InfoBatch: Dataset Pruning on the Fly

January 17, 2024 (1y ago)

Zangwei Zheng, zangwei@u.nus.edu
National University of Singapore

ICLR 2024 Oral
Other version: [arXiv] [Code] [中文]
Discuss on X with the author.

TL;DR

Training for many epochs wastes time on easy, well‑learned samples. InfoBatch speeds things up by dynamically pruning data and rescaling the loss to keep performance. It delivers 20–40% faster training on image classification, semantic segmentation, vision pretraining, diffusion models, and LLM instruction fine‑tuning—without losing accuracy.

overview

How does InfoBatch work?

We provide a plug‑and‑play PyTorch implementation for InfoBatch (under active development). With the three changes shown below, you can plug InfoBatch into your training code.

code

Here is a brief overview of the InfoBatch algorithm.

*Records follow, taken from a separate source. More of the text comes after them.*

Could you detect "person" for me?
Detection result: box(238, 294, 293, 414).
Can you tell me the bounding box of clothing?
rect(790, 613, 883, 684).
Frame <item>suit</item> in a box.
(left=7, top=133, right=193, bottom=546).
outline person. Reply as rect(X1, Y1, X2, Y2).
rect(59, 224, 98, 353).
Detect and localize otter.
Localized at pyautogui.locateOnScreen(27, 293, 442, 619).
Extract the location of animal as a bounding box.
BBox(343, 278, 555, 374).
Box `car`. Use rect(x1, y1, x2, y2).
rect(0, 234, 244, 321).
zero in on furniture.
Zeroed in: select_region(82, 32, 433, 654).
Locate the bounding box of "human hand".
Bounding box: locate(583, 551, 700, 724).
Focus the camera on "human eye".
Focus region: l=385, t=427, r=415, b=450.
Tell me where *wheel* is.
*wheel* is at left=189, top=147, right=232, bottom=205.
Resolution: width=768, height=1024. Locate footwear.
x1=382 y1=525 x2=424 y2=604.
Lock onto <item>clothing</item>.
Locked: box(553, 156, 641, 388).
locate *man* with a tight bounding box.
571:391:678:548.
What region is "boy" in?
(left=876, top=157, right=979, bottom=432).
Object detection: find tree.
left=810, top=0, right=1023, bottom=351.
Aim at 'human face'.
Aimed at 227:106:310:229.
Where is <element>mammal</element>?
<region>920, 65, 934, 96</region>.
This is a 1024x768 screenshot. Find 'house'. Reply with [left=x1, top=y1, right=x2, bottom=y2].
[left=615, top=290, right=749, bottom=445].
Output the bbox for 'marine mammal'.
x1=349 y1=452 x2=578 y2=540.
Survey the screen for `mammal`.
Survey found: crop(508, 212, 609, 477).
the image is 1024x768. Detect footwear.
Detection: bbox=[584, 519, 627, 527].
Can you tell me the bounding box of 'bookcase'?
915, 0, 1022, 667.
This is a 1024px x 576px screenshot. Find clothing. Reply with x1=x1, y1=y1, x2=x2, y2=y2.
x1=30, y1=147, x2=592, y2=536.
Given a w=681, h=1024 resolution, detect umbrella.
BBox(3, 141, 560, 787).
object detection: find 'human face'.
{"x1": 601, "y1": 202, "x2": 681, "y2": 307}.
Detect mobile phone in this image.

  • First, InfoBatch randomly drops a fraction (1ratio)(1 - ratio) of samples whose loss is below the average loss over the batch. The paper discusses more advanced strategies, but this simple rule already works very well.
  • Second, for the remaining below‑average‑loss samples, InfoBatch rescales their loss by (1ratio)1(1 - ratio)^{-1} to keep overall training unbiased.
  • Third, at the end of training, InfoBatch runs through all samples once to mitigate forgetting.

The hyperparameter deltadelta controls the fraction of epochs that perform on‑the‑fly pruning. A good starting point is ratio=0.5,delta=0.875ratio = 0.5, delta = 0.875.

In the code above: (1) the dataset is wrapped and the index order is managed, (2) the InfoBatch sampler is passed to the DataLoader constructor, and (3) the loss is rescaled and the sampler is updated with the loss between the forward and backward pass. For more mathematical discussion and ablations, see the paper. For parallel training, see the code.

Applications

The idea behind InfoBatch is simple but effective across many applications.

  • Image classification: 40% speedup with no accuracy drop, unlike prior methods.
  • MAE pretraining: 20% time saved for ViT and Swin, with no downstream accuracy loss.
  • Semantic segmentation: 40% time saved with no mIoU degradation.
  • Diffusion models: 27% time saved with comparable FID.
  • LLM instruction fine‑tuning: 20% time saved.